Cobra Lilies
Darlingtonia californica
Cobra Lilies are sometimes called Calf's Head, California Pitcher Plant or Cobra Plant. They are native to the northern mountains of California and the Oregon coast. They typically grow in serpentine soils along cold water mountain streams or seeps. It is a perennial, long lived, evergreen with runners producing numerous offshoots, creating dense colonies. The carnivorous leaves appear as hollow, twisting tubes up to 20+ inches (53+cm) in height. They can develop nice red color in full sun. The hood is bulbous with many translucent areolas or windows. There is a small opening underneath for prey to enter. A mustache-like appendage hangs from the hood. This gives the top of the trap a cobra snake-like look with a forked tongue ready to strike. The first two pitchers of the season are usually the largest and typically point North/South. The third and fourth pitchers are smaller and point East/West. Traps can have a sweet aroma. The flowers somewhat resemble those of the eastern Pitcher Plants, like a downward bending green and red daffodil, but with petals and ovaries that are quite different. Sepals are yellow green and petals are rufous colored. Seeds are hairy and if fresh, relatively easy to propagate. Stratification is required.

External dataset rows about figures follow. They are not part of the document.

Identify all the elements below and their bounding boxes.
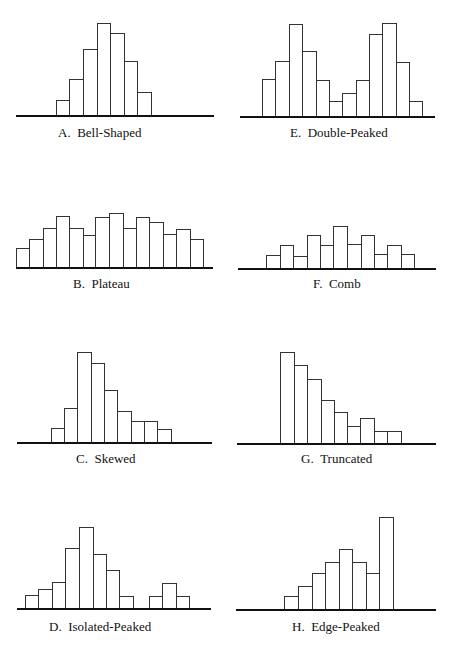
- histogram-bar: [150, 223, 164, 268]
- histogram-bar: [410, 102, 423, 117]
- histogram-bar: [313, 574, 326, 610]
- histogram-a-bell-shaped: A. Bell-Shaped: [16, 24, 214, 141]
- histogram-shapes-figure: A. Bell-Shaped E. Double-Peaked B. Plate…: [0, 0, 451, 652]
- histogram-bar: [94, 555, 107, 609]
- histogram-bar: [98, 24, 111, 116]
- histogram-bar: [276, 62, 290, 117]
- histogram-caption: B. Plateau: [73, 276, 130, 291]
- histogram-bar: [26, 596, 39, 609]
- histogram-b-plateau: B. Plateau: [16, 214, 213, 292]
- histogram-bar: [295, 366, 308, 444]
- histogram-bar: [357, 81, 370, 117]
- histogram-bar: [53, 583, 66, 609]
- histogram-bar: [145, 422, 158, 443]
- histogram-caption: C. Skewed: [76, 451, 136, 466]
- histogram-bar: [57, 217, 70, 268]
- histogram-caption: E. Double-Peaked: [290, 125, 388, 140]
- histogram-caption: A. Bell-Shaped: [58, 125, 142, 140]
- histogram-bar: [334, 227, 348, 269]
- histogram-bar: [39, 590, 53, 609]
- histogram-bar: [164, 235, 177, 268]
- histogram-bar: [132, 422, 145, 443]
- histogram-bar: [150, 597, 163, 609]
- histogram-bar: [78, 353, 92, 443]
- histogram-bar: [163, 584, 177, 609]
- histogram-bar: [138, 93, 152, 116]
- histogram-bar: [362, 236, 375, 269]
- histogram-bar: [321, 246, 334, 269]
- histogram-bar: [110, 214, 124, 268]
- histogram-bar: [317, 81, 330, 117]
- histogram-bar: [380, 518, 394, 610]
- histogram-bar: [118, 412, 132, 443]
- histogram-bar: [281, 246, 294, 269]
- histogram-bar: [367, 574, 380, 610]
- histogram-caption: D. Isolated-Peaked: [49, 619, 152, 634]
- histogram-bar: [158, 430, 172, 443]
- histogram-bar: [326, 563, 340, 610]
- histogram-bar: [30, 240, 44, 268]
- histogram-c-skewed: C. Skewed: [17, 353, 212, 467]
- histogram-caption: F. Comb: [313, 276, 361, 291]
- histogram-bar: [124, 229, 137, 268]
- histogram-caption: H. Edge-Peaked: [292, 619, 380, 634]
- histogram-bar: [44, 229, 57, 268]
- histogram-bar: [388, 246, 402, 269]
- histogram-bar: [285, 597, 299, 610]
- histogram-bar: [370, 35, 383, 117]
- histogram-bar: [66, 549, 80, 609]
- histogram-bar: [375, 255, 388, 269]
- histogram-bar: [80, 528, 94, 609]
- histogram-caption: G. Truncated: [301, 451, 373, 466]
- histogram-h-edge-peaked: H. Edge-Peaked: [236, 518, 436, 635]
- histogram-bar: [343, 94, 357, 117]
- histogram-bar: [267, 256, 281, 269]
- histogram-bar: [335, 413, 348, 444]
- histogram-bar: [52, 429, 65, 443]
- histogram-bar: [263, 80, 276, 117]
- histogram-bar: [397, 63, 410, 117]
- histogram-bar: [84, 236, 96, 268]
- histogram-bar: [353, 563, 367, 610]
- histogram-bar: [84, 50, 98, 116]
- histogram-bar: [177, 230, 191, 268]
- histogram-bar: [96, 218, 110, 268]
- histogram-bar: [348, 245, 362, 269]
- histogram-bar: [308, 236, 321, 269]
- histogram-bar: [57, 101, 70, 116]
- histogram-bar: [137, 218, 150, 268]
- histogram-bar: [70, 80, 84, 116]
- histogram-bar: [65, 409, 78, 443]
- histogram-bar: [340, 550, 353, 610]
- histogram-bar: [299, 587, 313, 610]
- histogram-bar: [348, 427, 361, 444]
- histogram-bar: [294, 257, 308, 269]
- histogram-bar: [330, 102, 343, 117]
- histogram-d-isolated-peaked: D. Isolated-Peaked: [17, 528, 211, 635]
- histogram-bar: [191, 240, 204, 268]
- histogram-bar: [281, 353, 295, 444]
- histogram-bar: [290, 25, 303, 117]
- histogram-bar: [308, 380, 322, 444]
- histogram-g-truncated: G. Truncated: [237, 353, 436, 467]
- histogram-bar: [105, 391, 118, 443]
- histogram-bar: [111, 34, 125, 116]
- histogram-bar: [375, 432, 388, 444]
- histogram-bar: [107, 571, 120, 609]
- histogram-bar: [383, 24, 397, 117]
- histogram-bar: [125, 62, 138, 116]
- histogram-bar: [70, 229, 84, 268]
- histogram-bar: [303, 52, 317, 117]
- histogram-bar: [402, 255, 415, 269]
- histogram-f-comb: F. Comb: [238, 227, 436, 292]
- histogram-bar: [388, 432, 402, 444]
- histogram-bar: [120, 597, 134, 609]
- histogram-bar: [322, 401, 335, 444]
- histogram-bar: [92, 364, 105, 443]
- histogram-bar: [17, 249, 30, 268]
- histogram-bar: [361, 419, 375, 444]
- histogram-bar: [177, 597, 190, 609]
- histogram-e-double-peaked: E. Double-Peaked: [240, 24, 435, 141]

D. californica is a monospecific genus, like Dionaea (Venus Flytrap), having only 1 species in the Genus. It was named by John Torrey in 1853 to honor Dr. William Darlington, a physician botanist from Birmingham, Pennsylvania. The plant has woody rhizomes and readily forms clumps of 3 to 16 individual leaves or pitchers, some of which can reach 3.5 feet (1m) or more. The pitchers are more complex than Sarracenia. There is a bulbous upper portion with a small opening behind fang-like projections. Prey is drawn into the trap by translucent "windows" that appear to provide an exit out, but in fact, lure the prey into the depths of the tubular pitchers. Downward pointing hairs and a waxy, slippery inner surface, cause the prey to slip deeper and deeper where they become lodged in and die of exhaustion and starvation. D. californica is incapable of producing the digestive enzymes typical of most pitcher plants. It relies on the mutualistic relationship of arthropods to break down its food. Nutrients are released from the rotting insect corpses, dissolved into the fluid and absorbed by the plant.
Cobra Lilies may be propagated from seed sown on damp peat in light, or more easily from divisions of plantlets along the runners. See here for more growing tips.